How does the PC platform stack up against that, in what we think is the last couple of years of some pretty good pickings for extracting only the 'gaming was a feature request' sales?  You see about 35-40m nVidia desktop GPUs sold each year.  AMD is more like 25m.  That's still getting on for as many dedicated gaming cards in a year as there have been 360s sold since sometime in 2006.  But if you consider the 50 million nVidia mobile GPUs and 20m AMD discrete units then we're not even playing in the same ballpark.  There are almost certainly more gaming PCs sold every year (consistent for at least a while, much harder to get an impression of sales when I can't be assured people didn't need to buy a GPU to make a complete PC and so it becomes real murky to estimate gaming PCs more than a few years ago) than there have been console devices of a single platform in play at any one time.  Only the lifetime PS2 and DS sales even poke their head above the ~100m ceiling to possibly eclipse PC dedicated GPU sales for a single year and with the hardware revisions, and expected lifetime, and known element failure rates (which don't really count for GPUs that are all within year 1 of the warranty) then how many of those were actually in any state to be used to play games by the end when the sales total reaches that high?

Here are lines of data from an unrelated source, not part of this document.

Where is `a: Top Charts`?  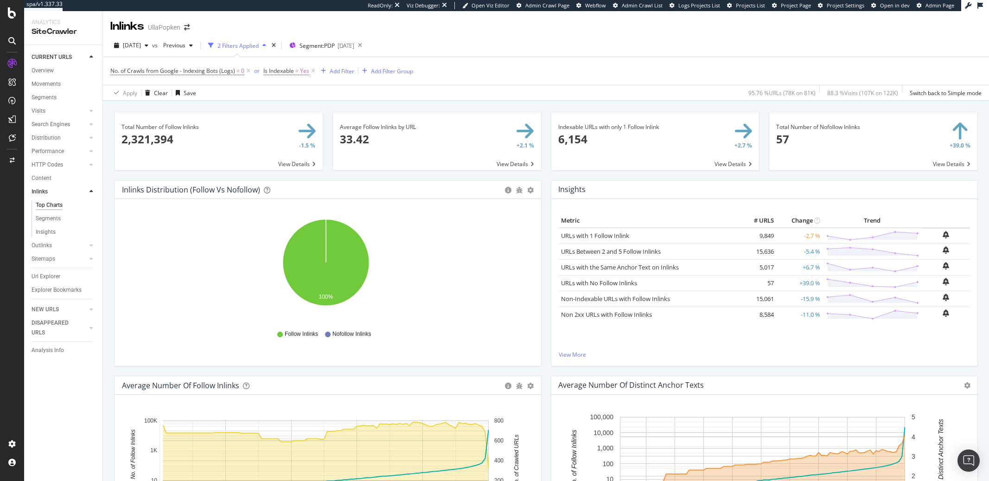 a: Top Charts is located at coordinates (66, 205).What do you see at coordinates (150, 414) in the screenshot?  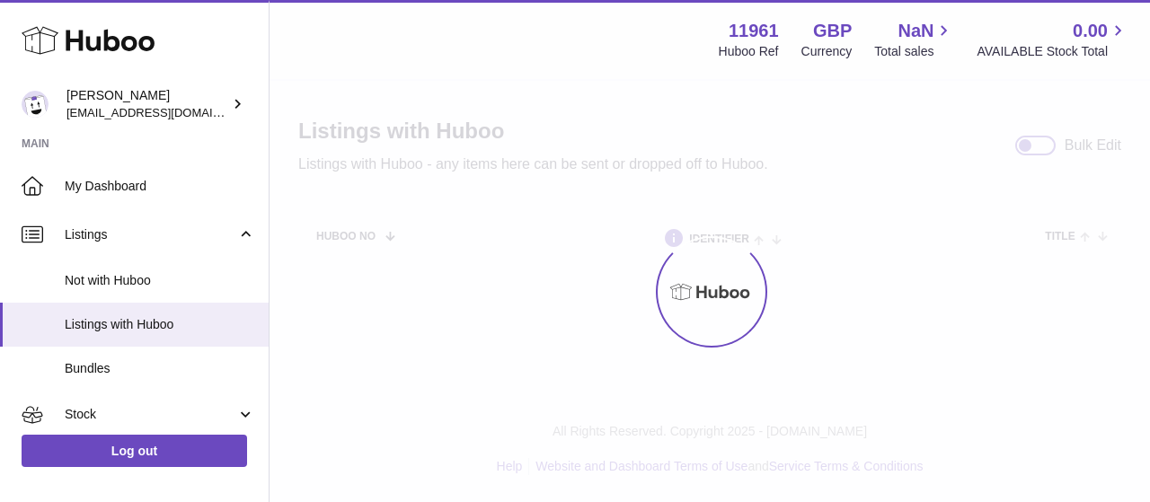 I see `span: Stock` at bounding box center [150, 414].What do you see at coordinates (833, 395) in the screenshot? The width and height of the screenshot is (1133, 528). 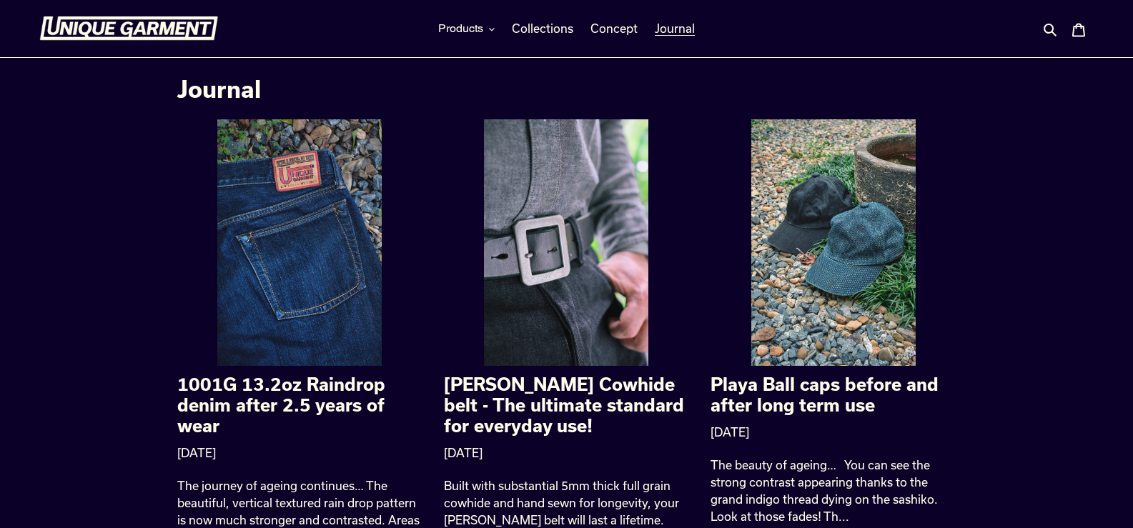 I see `h2: Playa Ball caps before and after long term use` at bounding box center [833, 395].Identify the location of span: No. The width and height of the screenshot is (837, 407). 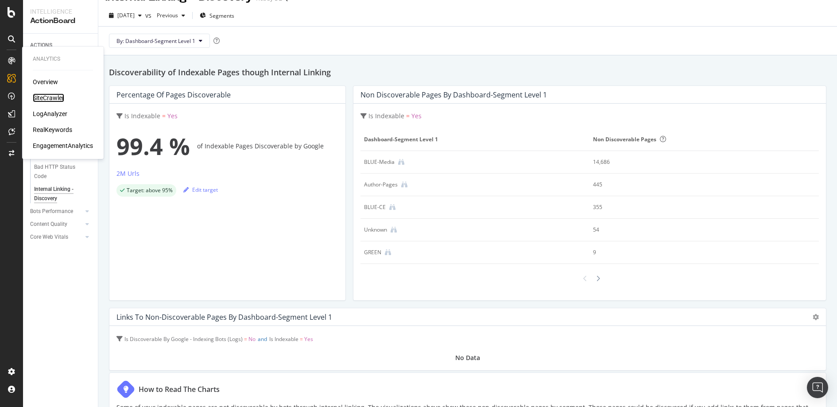
(252, 339).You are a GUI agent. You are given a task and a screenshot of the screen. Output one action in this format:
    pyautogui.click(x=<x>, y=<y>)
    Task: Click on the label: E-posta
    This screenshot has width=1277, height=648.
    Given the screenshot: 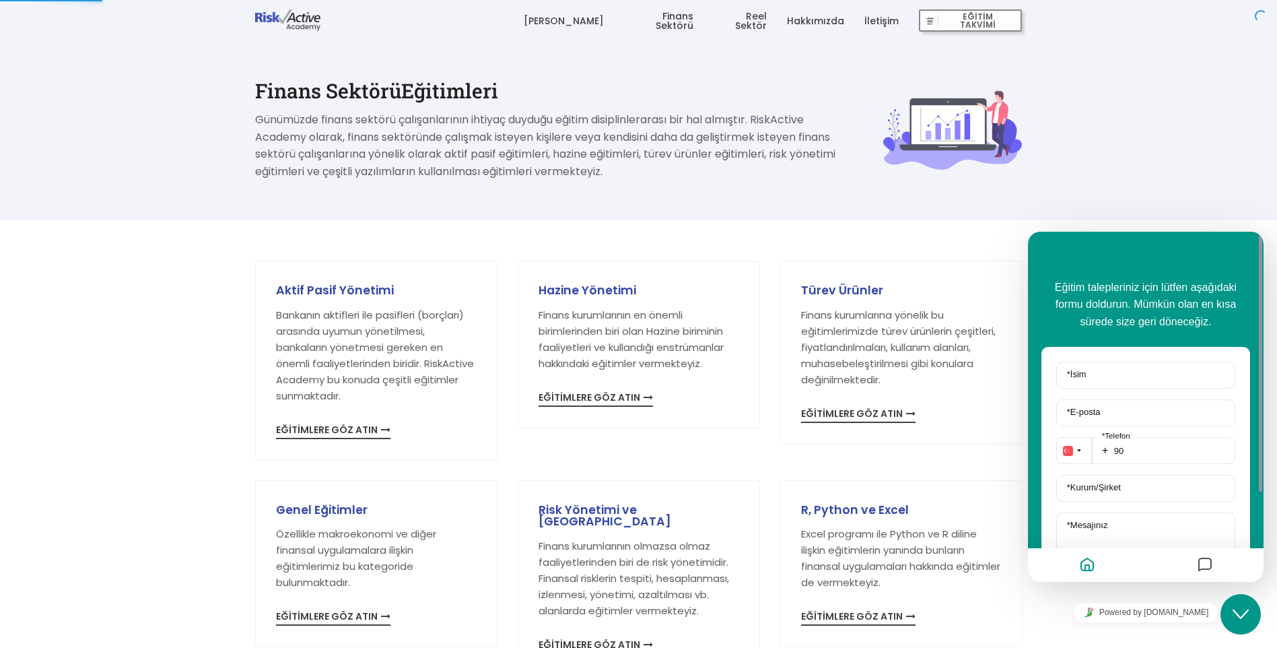 What is the action you would take?
    pyautogui.click(x=55, y=180)
    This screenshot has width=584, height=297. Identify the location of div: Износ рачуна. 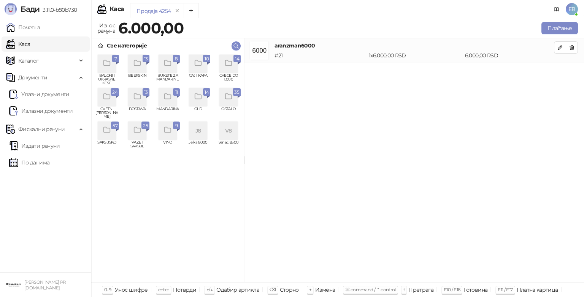
(106, 28).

Lost, broken, sitting on the shelf at a used store, in the cupboard.  That doesn't sound like the fate of many GPUs purchased in that year but a 6+ year old console (one of many iterations and colours) may have a significant hit to how many are really in the wild.  I'd be pretty confident that annual gaming PC sales is significantly larger than the combined console market and that probably has been true for a long time.  And unlike mobile sales, where you don't really know how many people want a phone and how many want a gaming platform with benefits, the current market segmentation means you're throwing money away for an identical product for your needs if you don't buy that discrete GPU because you at least know you'll want the option of gaming.  Maybe you don't realise your 10 year old games will run just fine on the CPU's iGPU today but I'm still going to count that as a gamer worth counting.  They're buying the gaming hardware.  Just like a cinephile might have purchased a PS3 for the cheap access to a good HD movie player, or in today's market maybe a crazy person purchased a Netflix box rather than buying a $50 Android or similar device for the same purpose.

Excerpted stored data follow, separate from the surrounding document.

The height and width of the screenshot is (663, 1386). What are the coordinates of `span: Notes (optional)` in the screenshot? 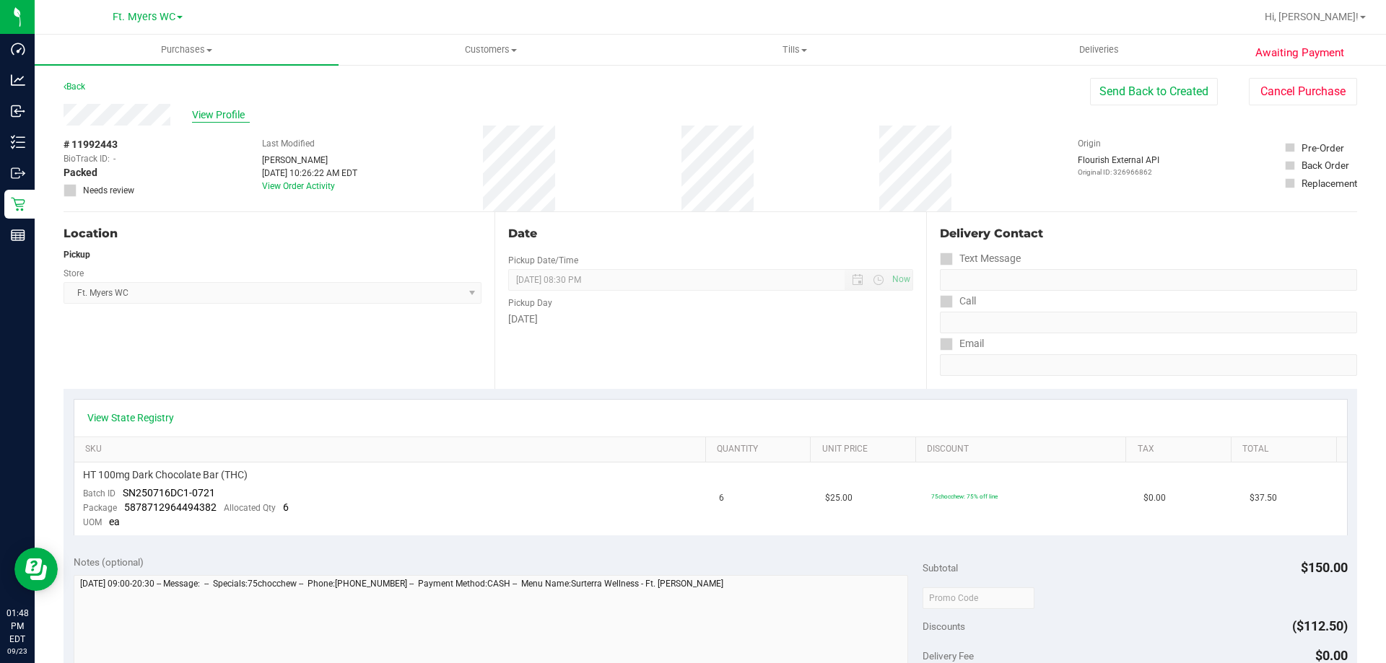 It's located at (108, 562).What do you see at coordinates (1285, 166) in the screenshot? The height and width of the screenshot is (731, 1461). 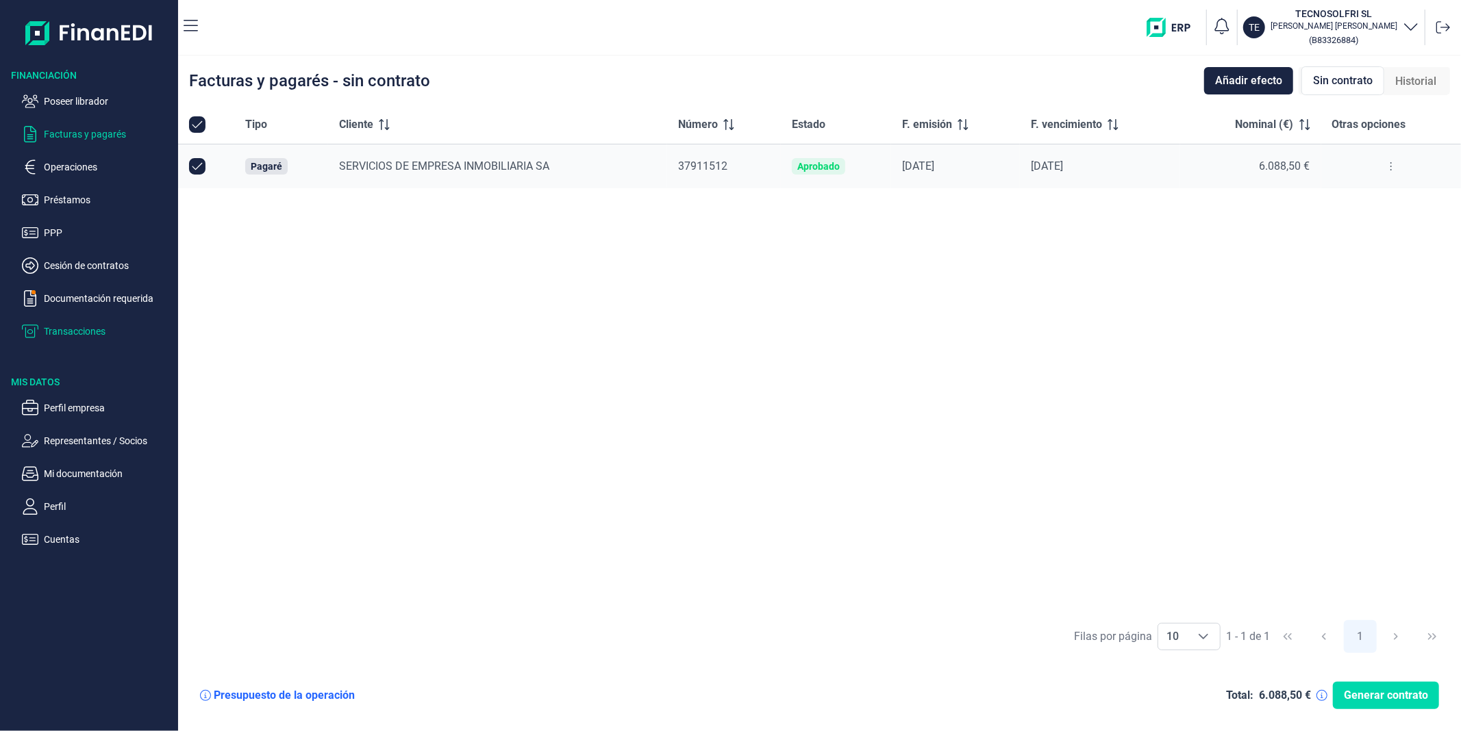 I see `span: 6.088,50 €` at bounding box center [1285, 166].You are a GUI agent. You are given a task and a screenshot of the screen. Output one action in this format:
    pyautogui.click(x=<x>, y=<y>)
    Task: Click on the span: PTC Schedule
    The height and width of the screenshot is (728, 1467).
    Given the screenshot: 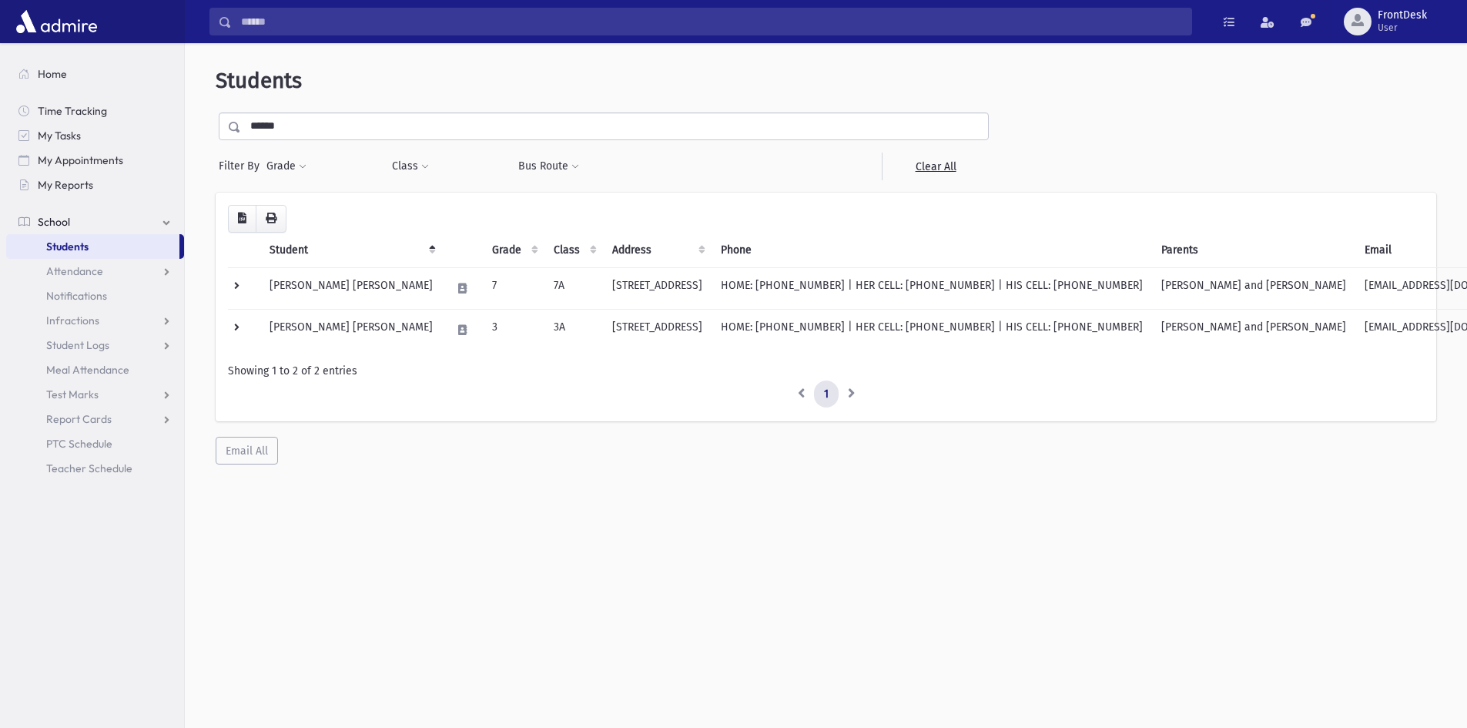 What is the action you would take?
    pyautogui.click(x=79, y=444)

I hadn't seen it actually laid out, with a reasonably coherent argument for how the current market actually makes it pretty easy to count likely PC gamers.  The numbers are more analyst report averages (GPU makers don't seem to publish chip volumes, only financials) but do roughly tie into where I was expecting and a vague idea of revenues (and the comparative volumes sold at each price tier).  I don't think they're going to be off by enough for it to matter (even if you halve the GPU numbers you're still looking at quite a gap to the next nearest platform adding new units).  When we talk about how well PC gaming does (is it dead, is it reborn, can it never truly die, is it going mobile tomorrow?), the only real question is how many gamers we can convert to the insatiable console appetite for a high attach ratio (several games per year habit, and paying for them at retail for the tracking to work) to make the software side explode into being more important than consoles.  In terms of hardware then the consoles are the amusing iOS minnow to the Android shark, lots of noise and software sales but very few units out there globally when you look at the competition.  And when I started writing this post I had no idea I was going to end on that apt comparison to another closed platform that can make far more PR and software sales via the mandated single store but not nearly the hardware sales volume of the open platform it competes with.